June 22, 2020

Pocket Accordion Book: Drop In

Accordion fold book with pockets, mixed media. NFS

By Sydney Brink

Accordion fold book with pockets, mixed media. NFS

Karen Arp-Sandel, Traveling Route 20

Hi all! For today’s drop in, we will be doing another fun and easy bookbinding activity—a pocket accordion book. This craft is customizable—you are in charge of how your new book will function! Will you use it as an album to hide your keepsakes, or use it to write your own story? Maybe you want to use this activity to earn badges for HEPL’s summer reading program—Imagine Your Story.

I know you love a good story—so use this pocket accordion book drop in to write, draw, or sketch your own!
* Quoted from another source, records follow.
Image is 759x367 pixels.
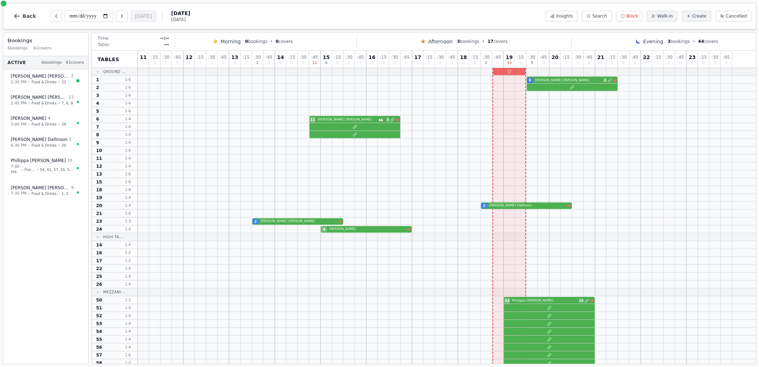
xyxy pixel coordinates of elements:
[96,108,99,114] span: 5
[119,352,136,357] span: 1 - 6
[231,55,238,60] span: 13
[119,360,136,365] span: 1 - 2
[329,227,406,232] span: [PERSON_NAME]
[460,55,467,60] span: 18
[119,210,136,216] span: 1 - 6
[208,55,215,59] span: : 30
[542,61,544,65] span: 0
[692,13,706,19] span: Create
[11,79,26,85] span: 1:30 PM
[643,55,650,60] span: 22
[58,79,60,85] span: •
[279,61,282,65] span: 0
[391,55,398,59] span: : 30
[323,55,329,60] span: 15
[96,242,102,248] span: 14
[25,167,35,172] span: Food & Drinks
[245,39,248,44] span: 0
[119,195,136,200] span: 1 - 4
[487,39,493,44] span: 17
[220,38,241,45] span: Morning
[31,191,56,196] span: Food & Drinks
[485,61,487,65] span: 2
[66,60,84,66] span: 61 covers
[698,39,718,44] span: covers
[631,55,638,59] span: : 45
[119,155,136,161] span: 1 - 4
[119,163,136,169] span: 1 - 4
[61,100,73,106] span: 7, 6, 8
[171,17,190,23] span: [DATE]
[645,61,647,65] span: 0
[96,250,102,255] span: 16
[163,55,169,59] span: : 30
[164,42,169,48] span: ---
[96,297,102,303] span: 50
[574,55,581,59] span: : 30
[473,61,476,65] span: 0
[711,55,718,59] span: : 30
[40,167,74,172] span: 56, 61, 57, 55, 52, 60, 53, 54, 59, 50, 58, 51
[69,136,71,143] span: 2
[96,203,102,208] span: 20
[726,13,747,19] span: Cancelled
[31,143,56,148] span: Food & Drinks
[50,10,62,22] button: Previous day
[58,121,60,127] span: •
[482,39,485,44] span: •
[311,55,318,59] span: : 45
[119,93,136,98] span: 1 - 6
[103,289,125,294] span: Mezzani...
[96,179,102,185] span: 15
[275,39,293,44] span: covers
[519,61,521,65] span: 0
[546,11,577,21] button: Insights
[103,234,123,239] span: High Ta...
[119,265,136,271] span: 1 - 6
[428,38,452,45] span: Afternoon
[462,61,465,65] span: 0
[457,39,460,44] span: 3
[689,55,695,60] span: 23
[529,78,531,83] span: 9
[21,167,23,172] span: •
[119,77,136,82] span: 1 - 6
[119,108,136,114] span: 1 - 6
[682,11,711,21] button: Create
[119,116,136,121] span: 1 - 4
[277,55,284,60] span: 14
[6,181,85,200] button: [PERSON_NAME] [PERSON_NAME]97:30 PM•Food & Drinks•1, 2
[393,61,396,65] span: 0
[96,195,102,200] span: 19
[507,61,512,65] span: 33
[439,61,441,65] span: 0
[275,39,278,44] span: 0
[119,321,136,326] span: 1 - 4
[119,140,136,145] span: 1 - 4
[483,203,486,208] span: 2
[11,143,26,149] span: 6:30 PM
[348,61,350,65] span: 0
[119,124,136,129] span: 1 - 4
[256,61,258,65] span: 2
[245,61,247,65] span: 0
[119,132,136,137] span: 1 - 4
[119,250,136,255] span: 1 - 2
[71,73,74,79] span: 2
[96,328,102,334] span: 54
[96,171,102,177] span: 13
[96,132,99,138] span: 8
[592,13,607,19] span: Search
[222,61,224,65] span: 0
[96,360,102,366] span: 58
[288,55,295,59] span: : 15
[634,61,636,65] span: 0
[119,179,136,184] span: 1 - 6
[426,55,432,59] span: : 15
[667,39,690,44] span: bookings
[160,35,169,41] span: --:--
[691,61,693,65] span: 0
[119,148,136,153] span: 1 - 6
[428,61,430,65] span: 0
[336,61,338,65] span: 0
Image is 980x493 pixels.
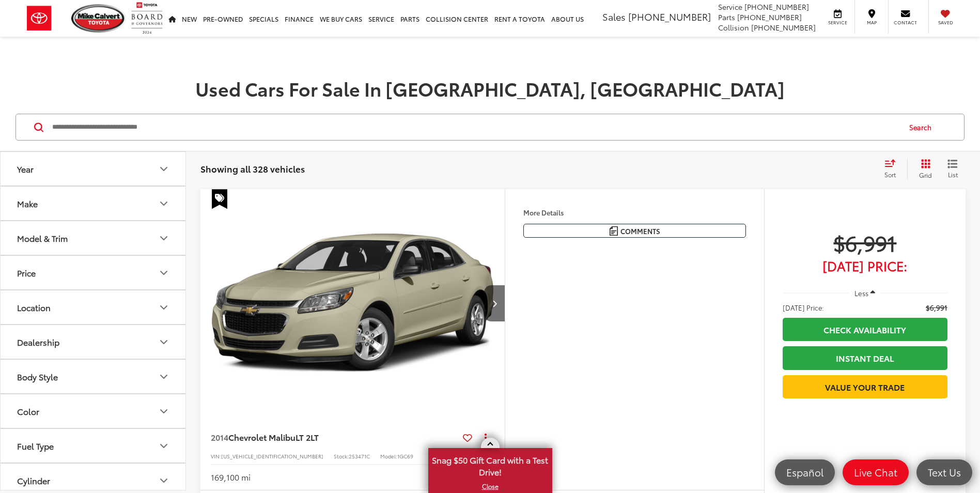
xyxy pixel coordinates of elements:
div: Year [157,163,170,175]
div: 2014 Chevrolet Malibu LT 2LT 0 [200,189,506,418]
div: Cylinder [157,475,170,487]
div: Color [157,406,170,417]
a: 2014 Chevrolet Malibu LT 2LT2014 Chevrolet Malibu LT 2LT2014 Chevrolet Malibu LT 2LT2014 Chevrole... [200,189,506,418]
div: Color [17,406,39,416]
a: Value Your Trade [783,376,948,399]
span: 1GC69 [397,452,414,460]
span: Parts [719,12,735,22]
span: List [948,170,958,179]
button: Actions [476,429,495,446]
span: [PHONE_NUMBER] [629,10,711,23]
span: Español [781,466,829,479]
input: Search by Make, Model, or Keyword [51,115,900,140]
span: Live Chat [849,466,903,479]
button: Less [850,284,881,302]
span: Showing all 328 vehicles [201,162,305,175]
button: Body StyleBody Style [1,360,187,393]
span: Sort [885,170,896,179]
span: Service [826,19,849,26]
span: $6,991 [783,230,948,256]
span: Grid [919,171,933,179]
span: Text Us [923,466,967,479]
span: Sales [603,10,626,23]
span: $6,991 [926,302,948,312]
button: Model & TrimModel & Trim [1,222,187,255]
a: 2014Chevrolet MalibuLT 2LT [211,431,459,443]
div: Location [157,301,170,314]
span: 253471C [349,452,370,460]
button: MakeMake [1,187,187,220]
button: List View [940,159,966,179]
span: Contact [894,19,918,26]
span: LT 2LT [296,431,319,443]
span: Map [860,19,883,26]
h4: More Details [524,209,746,216]
span: Saved [934,19,957,26]
span: Stock: [334,452,349,460]
span: Model: [381,452,397,460]
div: Price [17,267,36,277]
button: DealershipDealership [1,325,187,359]
button: Next image [485,286,505,321]
button: Search [900,114,947,140]
a: Español [775,460,835,486]
span: Service [719,2,743,12]
span: VIN: [211,452,221,460]
span: [PHONE_NUMBER] [738,12,802,22]
div: Model & Trim [157,232,170,245]
span: [DATE] Price: [783,261,948,271]
div: Cylinder [17,476,50,486]
div: 169,100 mi [211,471,251,483]
a: Text Us [917,460,973,486]
span: 2014 [211,431,228,443]
span: Collision [719,22,749,32]
div: Fuel Type [17,441,54,451]
button: Fuel TypeFuel Type [1,429,187,462]
img: 2014 Chevrolet Malibu LT 2LT [200,189,506,419]
div: Body Style [17,371,58,381]
div: Price [157,266,170,279]
div: Fuel Type [157,440,170,452]
span: Snag $50 Gift Card with a Test Drive! [430,449,551,481]
button: YearYear [1,152,187,186]
div: Year [17,164,33,174]
img: Mike Calvert Toyota [72,4,126,32]
div: Dealership [17,337,59,346]
button: Select sort value [879,159,908,179]
span: [PHONE_NUMBER] [744,2,809,12]
a: Live Chat [843,460,909,486]
span: [DATE] Price: [783,302,824,312]
span: dropdown dots [485,433,487,441]
span: Chevrolet Malibu [228,431,296,443]
div: Make [157,197,170,210]
a: Instant Deal [783,346,948,370]
button: LocationLocation [1,291,187,324]
div: Make [17,198,37,208]
button: ColorColor [1,395,187,428]
div: Dealership [157,336,170,348]
a: Check Availability [783,318,948,341]
button: Grid View [908,159,940,179]
span: Less [855,288,868,297]
div: Body Style [157,371,170,383]
div: Model & Trim [17,233,67,243]
span: [PHONE_NUMBER] [751,22,816,32]
button: Comments [524,224,746,237]
button: PricePrice [1,256,187,290]
div: Location [17,302,51,312]
span: Comments [620,227,660,237]
span: Special [211,189,227,209]
span: [US_VEHICLE_IDENTIFICATION_NUMBER] [221,452,324,460]
img: Comments [609,227,618,235]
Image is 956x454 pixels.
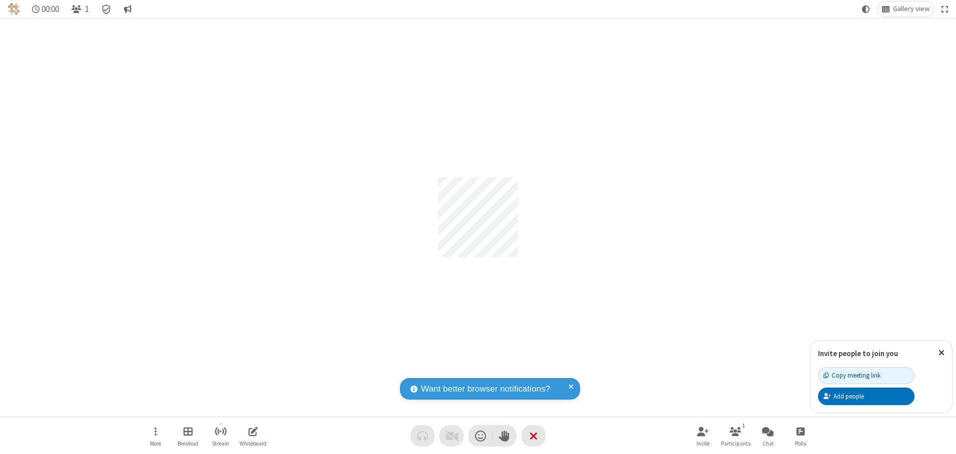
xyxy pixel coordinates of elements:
[67,1,93,16] button: Open participant list
[119,1,135,16] button: Conversation
[205,422,235,450] button: Start streaming
[762,441,774,447] span: Chat
[818,388,914,405] button: Add people
[492,425,516,447] button: Raise hand
[818,349,898,358] label: Invite people to join you
[410,425,434,447] button: Audio problem - check your Internet connection or call by phone
[720,422,750,450] button: Open participant list
[239,441,266,447] span: Whiteboard
[173,422,203,450] button: Manage Breakout Rooms
[439,425,463,447] button: Video
[8,3,20,15] img: QA Selenium DO NOT DELETE OR CHANGE
[893,5,929,13] span: Gallery view
[823,371,880,380] div: Copy meeting link
[140,422,170,450] button: Open menu
[212,441,229,447] span: Stream
[85,4,89,14] span: 1
[785,422,815,450] button: Open poll
[721,441,750,447] span: Participants
[753,422,783,450] button: Open chat
[177,441,198,447] span: Breakout
[937,1,952,16] button: Fullscreen
[877,1,933,16] button: Change layout
[28,1,63,16] div: Timer
[688,422,718,450] button: Invite participants (Alt+I)
[931,341,952,365] button: Close popover
[739,421,748,430] div: 1
[150,441,161,447] span: More
[818,367,914,384] button: Copy meeting link
[468,425,492,447] button: Send a reaction
[97,1,116,16] div: Meeting details Encryption enabled
[696,441,709,447] span: Invite
[795,441,806,447] span: Polls
[858,1,874,16] button: Using system theme
[421,383,550,396] span: Want better browser notifications?
[41,4,59,14] span: 00:00
[521,425,545,447] button: End or leave meeting
[238,422,268,450] button: Open shared whiteboard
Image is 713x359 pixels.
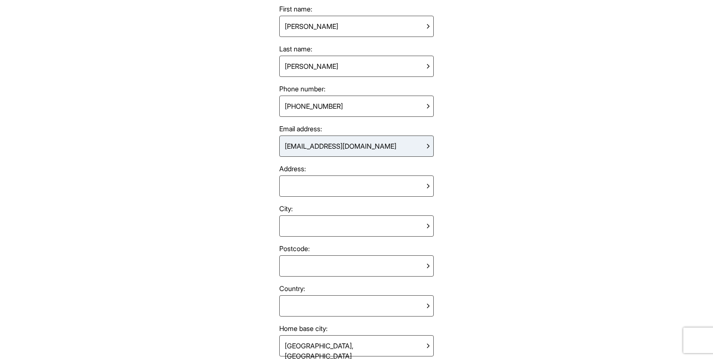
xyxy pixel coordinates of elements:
[279,44,434,54] label: Last name:
[279,203,434,213] label: City:
[279,323,434,333] label: Home base city:
[279,123,434,134] label: Email address:
[279,283,434,293] label: Country:
[281,98,346,115] div: [PHONE_NUMBER]
[281,58,342,75] div: [PERSON_NAME]
[279,163,434,174] label: Address:
[279,4,434,14] label: First name:
[279,84,434,94] label: Phone number:
[279,243,434,253] label: Postcode:
[281,18,342,35] div: [PERSON_NAME]
[281,337,425,354] div: [GEOGRAPHIC_DATA], [GEOGRAPHIC_DATA]
[281,137,400,154] div: [EMAIL_ADDRESS][DOMAIN_NAME]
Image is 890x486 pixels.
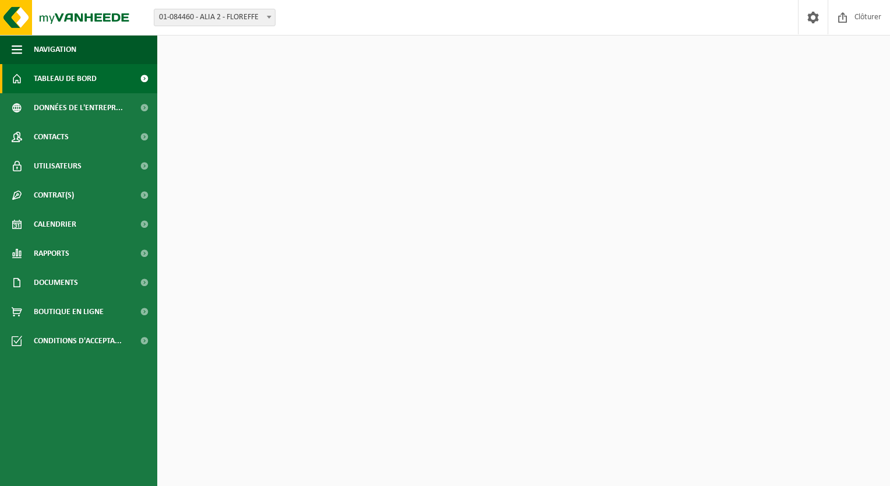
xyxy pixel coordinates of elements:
span: Boutique en ligne [34,297,104,326]
span: Documents [34,268,78,297]
span: 01-084460 - ALIA 2 - FLOREFFE [154,9,275,26]
span: Navigation [34,35,76,64]
span: Contacts [34,122,69,151]
span: Contrat(s) [34,181,74,210]
span: Utilisateurs [34,151,82,181]
span: Tableau de bord [34,64,97,93]
span: Données de l'entrepr... [34,93,123,122]
span: 01-084460 - ALIA 2 - FLOREFFE [154,9,276,26]
span: Conditions d'accepta... [34,326,122,355]
span: Rapports [34,239,69,268]
span: Calendrier [34,210,76,239]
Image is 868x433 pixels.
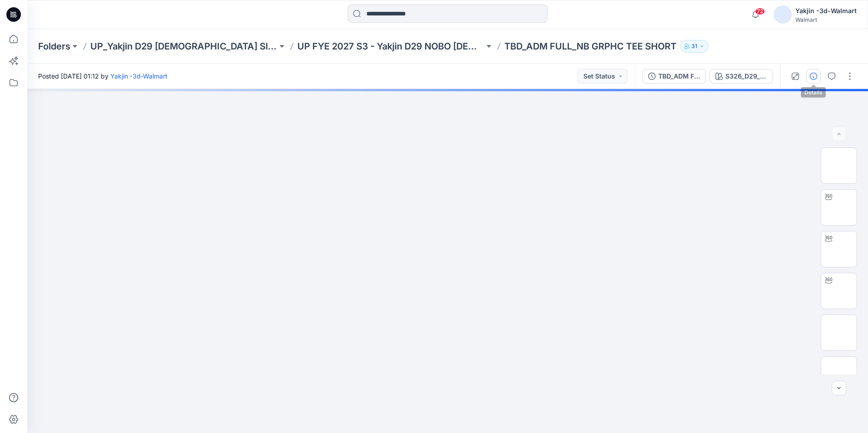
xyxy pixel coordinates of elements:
a: UP FYE 2027 S3 - Yakjin D29 NOBO [DEMOGRAPHIC_DATA] Sleepwear [297,40,485,52]
div: S326_D29_NB_Angel_Winter White _V2_Colorway 2_YJ/S3 26_D34_NB_CLOUDS v1 rptcc_CW1_XENON BLUE_WM [725,71,768,81]
a: Yakjin -3d-Walmart [111,73,167,80]
span: Posted [DATE] 01:12 by [38,71,167,81]
img: avatar [773,5,792,24]
p: 31 [692,41,697,51]
p: TBD_ADM FULL_NB GRPHC TEE SHORT [504,40,676,52]
div: Yakjin -3d-Walmart [795,5,857,16]
a: Folders [38,40,70,52]
div: Walmart [795,16,857,23]
button: TBD_ADM FULL_NB GRPHC TEE SHORT [643,69,706,84]
a: UP_Yakjin D29 [DEMOGRAPHIC_DATA] Sleep [90,40,278,52]
span: 72 [755,8,765,15]
button: S326_D29_NB_Angel_Winter White _V2_Colorway 2_YJ/S3 26_D34_NB_CLOUDS v1 rptcc_CW1_XENON BLUE_WM [710,69,773,84]
button: Details [806,69,821,84]
button: 31 [681,40,708,52]
div: TBD_ADM FULL_NB GRPHC TEE SHORT [659,71,700,81]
As you can see in the below example, a story doesn’t have to have words—it can have a dramatic twist just by using pictures.

This drop in idea comes from Making Books for Kids by Esther K. Smith, available with your library card as an ebook from Hoopla.

Materials

  • Large pieces of paper (construction paper or otherwise)
  • Ruler
  • Bone folder (butter knife or popsicle stick will also work)
  • Whatever else you desire to decorate your book!

Instructions

1. Score your paper one-third of the way up on the width end of your paper, using a ruler and the pointy end of the bone folder (the blunt side of a butter knife or a popsicle stick will also work great).

2. Fold this pocket up and use the long edge of the bone folder to make the fold sharper (this is called burnishing!).

3. Open the pocket back up and accordion-fold the paper however big or small you like (accordion fold is like making a fan out of a sheet of paper, folding it and flipping sides every fold).

4. Unfold your accordion so you can flip your pocket back up, using the bone folder to crease everything well.

5. Decorate the pages of your book however you want! You can make a landscape, a city view with skyscrapers, or a collage from magazine clippings. You could draw a secret surprise for people to find when they unfold your pocket. Add covers with bigger pieces of paper. To make your accordion longer, add more paper by gluing the horizontal edge of two pieces of paper together.